The survey of experts on the ground counted just 43 full-time-equivalent staff specialists across the state’s 16 Hospital and Health Services, when industry benchmarks of two full-time staff per 100,000 mean there should be 100.
It means regional Queenslanders have to travel vast distances to the major cities and away from their families for care, or rely on GPs and local nurses who do their best with telehealth support from city-based experts but don’t always have access to the right equipment or medicine to make them comfortable.
Some regional Queenslanders can’t even access services as basic and fitting a house with handrails and ramps so they won’t fall as they live out their last months due to a lack of occupational therapists and because telehealth only goes so far.
But even Brisbane patients face nightmare bureaucratic hurdles that stipulate where they can and can’t go for care based on which side of the river they live.
The inequality even extends to a person’s age, with young people charged $1000-a-day for an at-home nurse because there is no subsidised care on offer – a price few can afford.
It means overburdened families have no choice but to call an ambulance once their loved one’s health deteriorates if they can’t get a precious hospice bed.
But even older people are being forced to wait a year for Commonwealth Aged Care packages, and some are dead by the time they’re approved.
Ms Mills said “exhausted” workers felt the sector was already “in crisis” and are frustrated the Palaszczuk Government’s $171m investment over six years won’t see significant workforce shortages addressed until 2023.

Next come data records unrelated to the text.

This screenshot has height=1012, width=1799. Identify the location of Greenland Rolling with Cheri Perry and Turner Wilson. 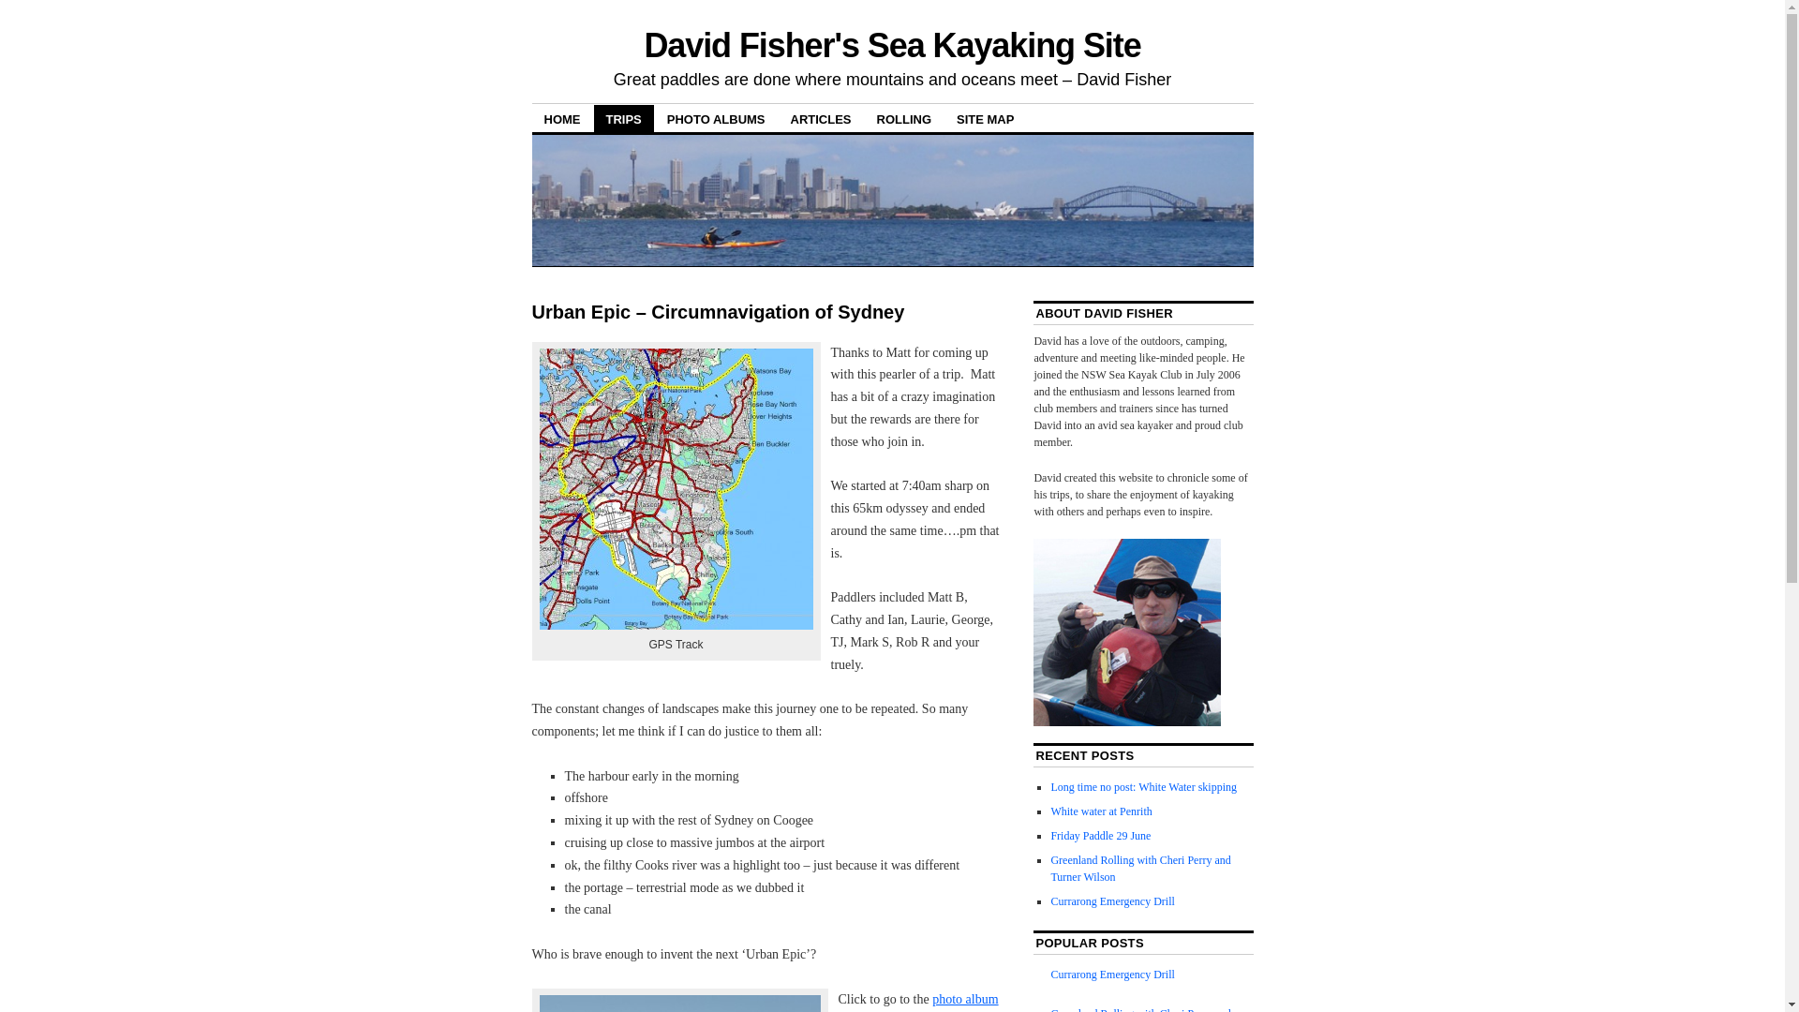
(1140, 868).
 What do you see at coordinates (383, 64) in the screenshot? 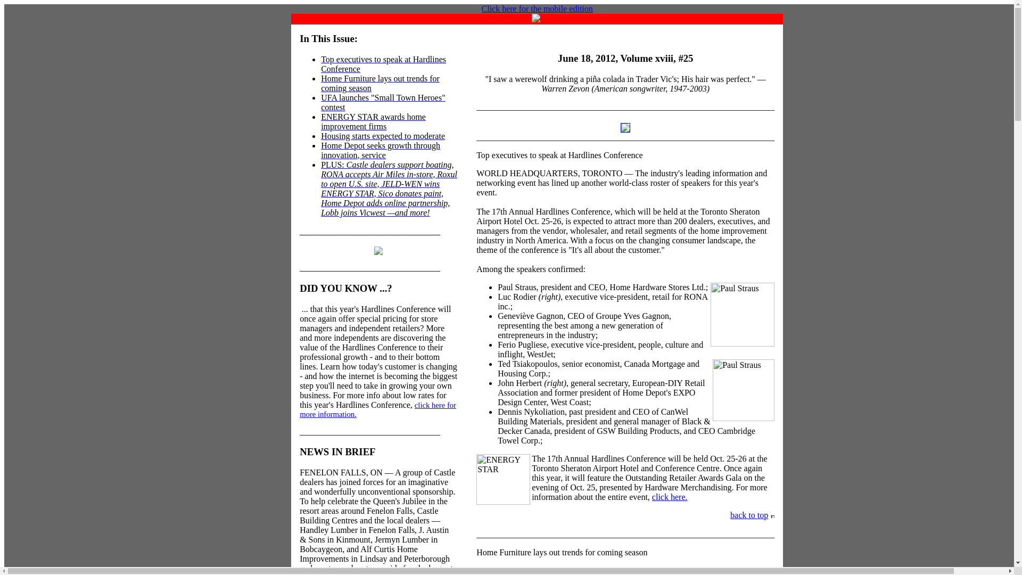
I see `Top executives to speak at Hardlines Conference` at bounding box center [383, 64].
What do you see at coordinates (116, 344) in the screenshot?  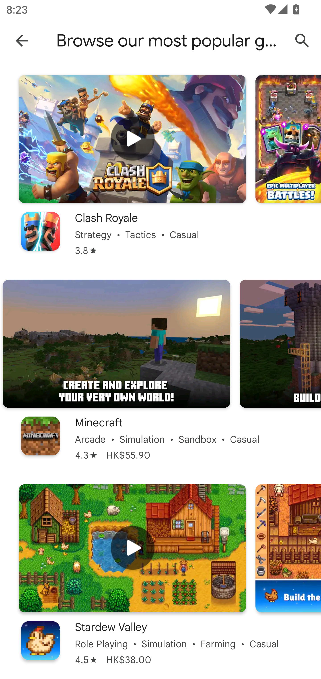 I see `Screenshot "1" of "8"` at bounding box center [116, 344].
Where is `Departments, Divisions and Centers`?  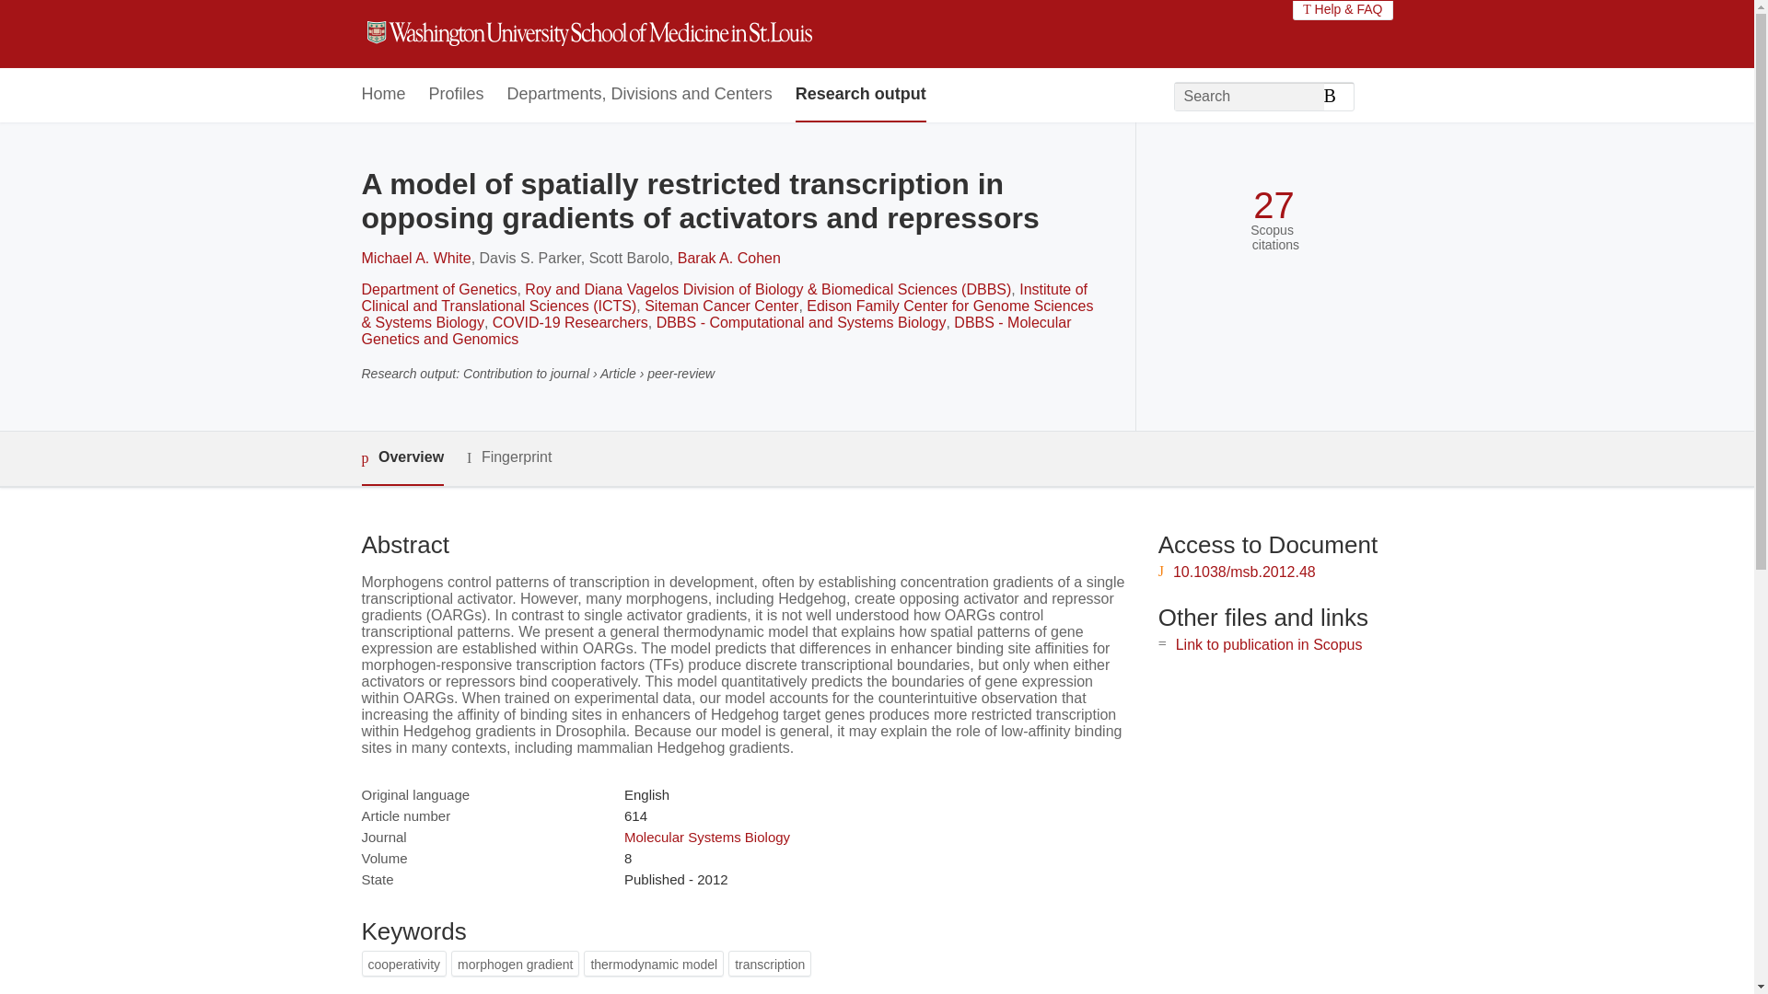 Departments, Divisions and Centers is located at coordinates (640, 95).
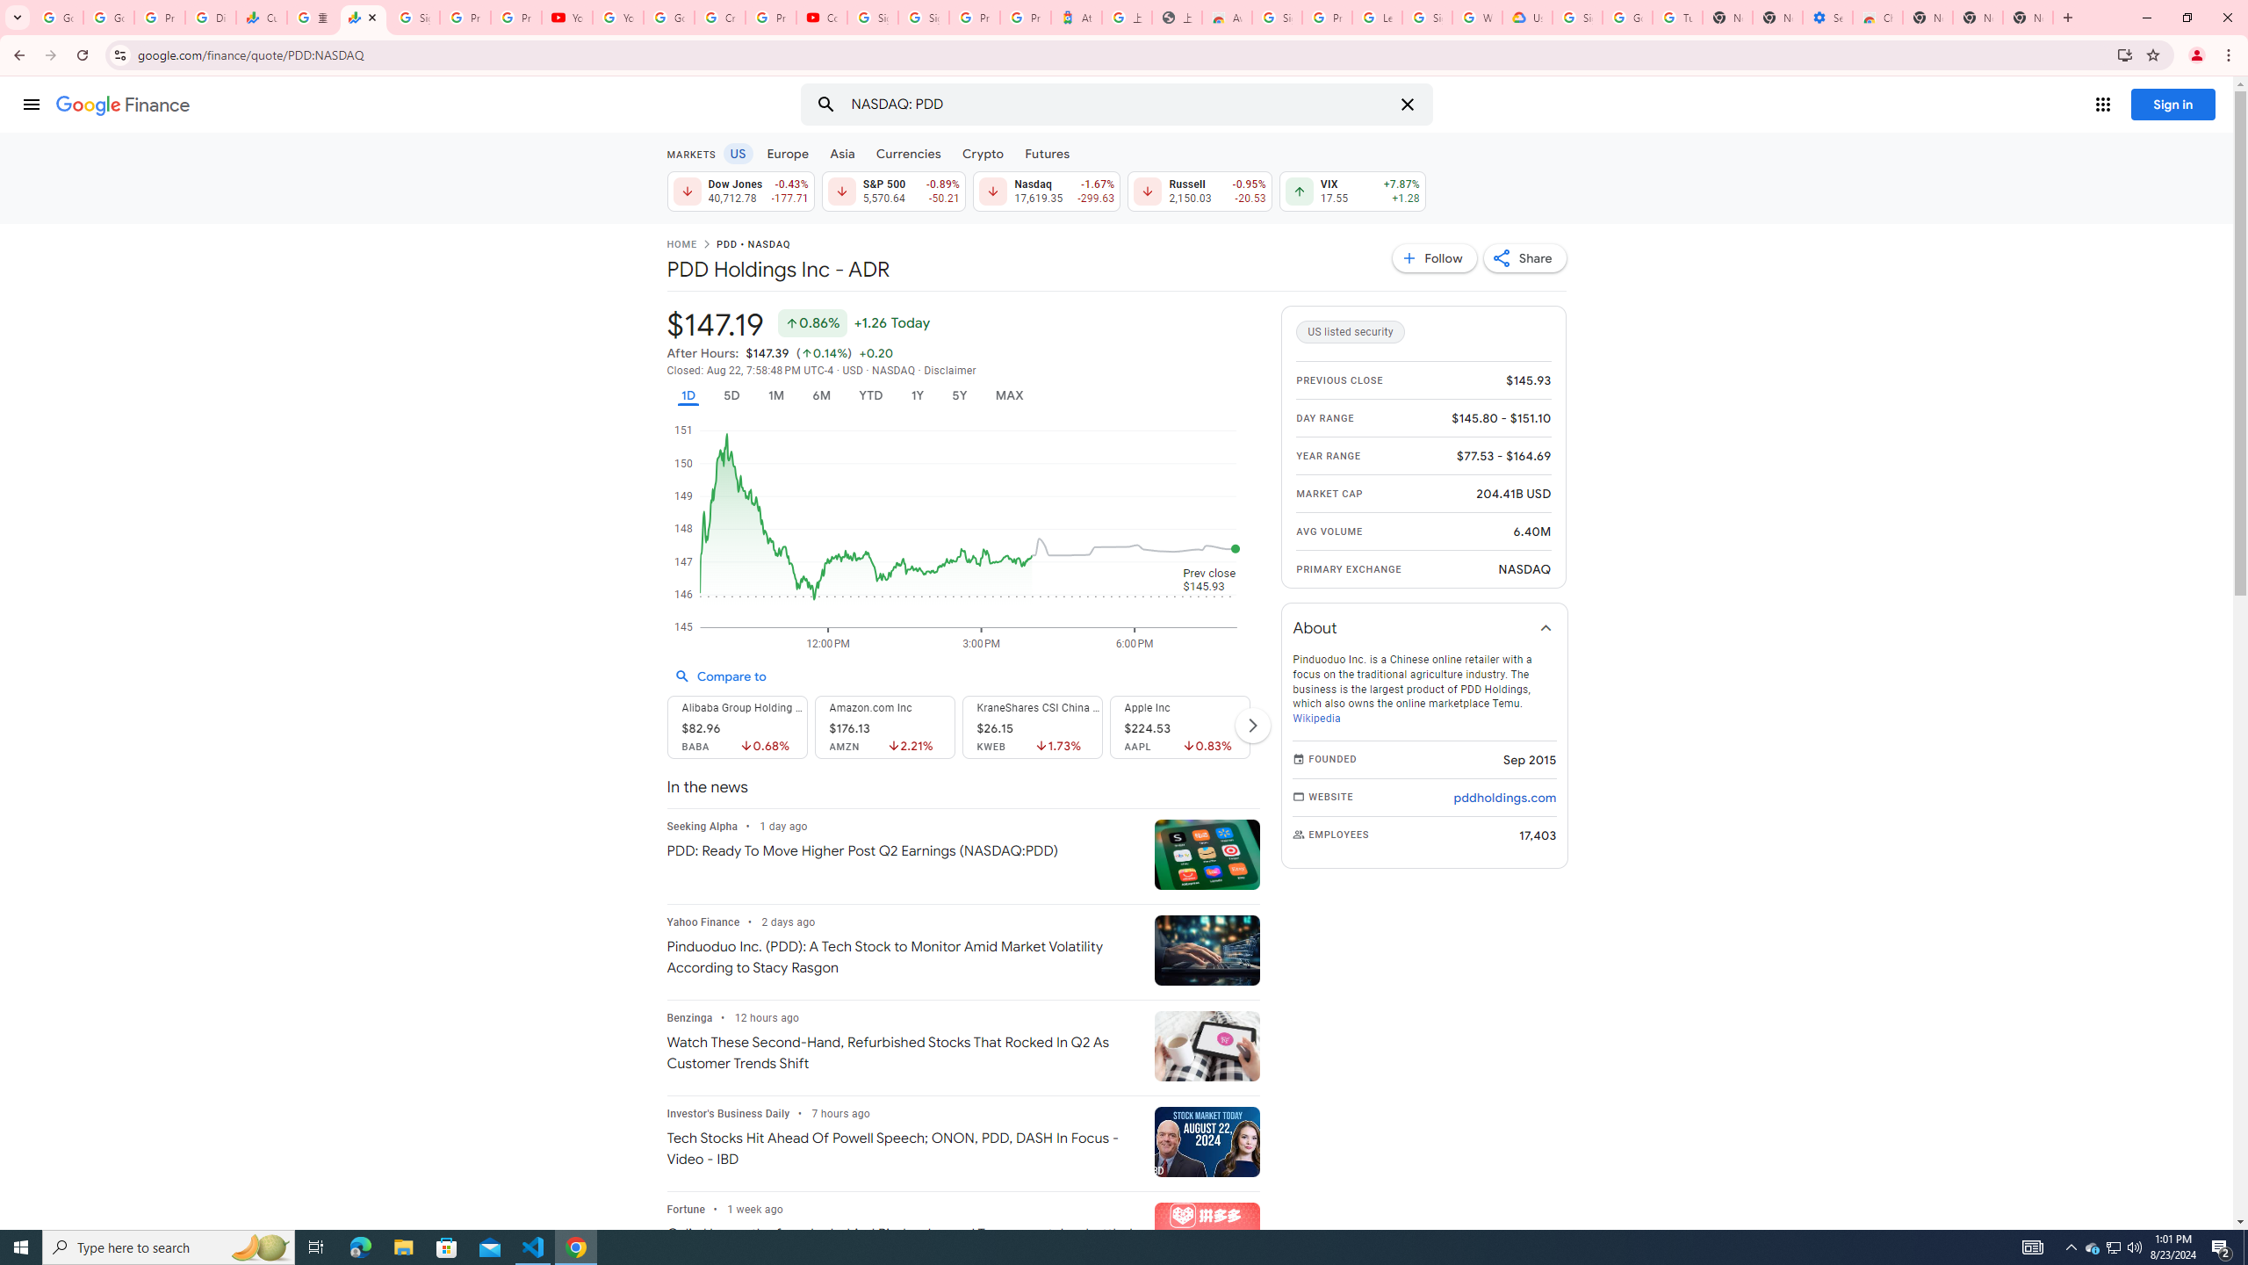 The image size is (2248, 1265). Describe the element at coordinates (618, 18) in the screenshot. I see `YouTube` at that location.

Specialist Palliative Care Services Directors’ Group spokesman Dr Phillip Good said a lack of specialists all across the state was a big issue.
There were “huge” gaps in rural and remote areas and for the under 65s, “but the gaps are even in the metropolitan areas as well”.
He said people were denied choices because public patients had to access care in their Hospital and Health Service area, meaning the Brisbane River was acting as an “artificial barrier”.
“I can tell you, for example, that I’ve had a patient who was in the community on the northside of the river, quite close to St Vincent’s (hospice) but because they were a public patient on the northside of the river and we were supporting him in the community,” Dr Good said.
“They got sick but they couldn’t be directly admitted to St Vincent’s because they live on the northside of the river so they ended up going to a hospital to the emergency department and they ended up dying in the emergency department.
“So it’s an artificial divide set up by a HHS and funding mechanisms that occur.”
Mater Group palliative and supportive care director Professor Janet Hardy said society needed to talk about death more, and doctors needed to refer cases earlier.
“Some people don’t get referred because they just fall through the cracks,” she said.
Others weren’t referred because GPs or specialists “don’t want to upset the patient and take away hope”.
“For a lot of people, a referral to palliative care is a realisation that they’re not doing well,” Prof Hardy said.
“And most people think referral to palliative care means they’re going to be dead in a couple of weeks so that’s another reason why I think it’s so important to get in early.”
She said a patient had recently turned up at Mater emergency in the middle of the night without an advanced care plan and no way to contact relatives.
“So the person ended up going to theatre for a hopeless condition, because that’s the default, and dying six days later,” she said.
“Whereas if we’d known that patient three months ago we could have ensured there was an advanced care plan … so that when that patient arrived in emergency they came down our track and we could have ensured they had a comfortable death.”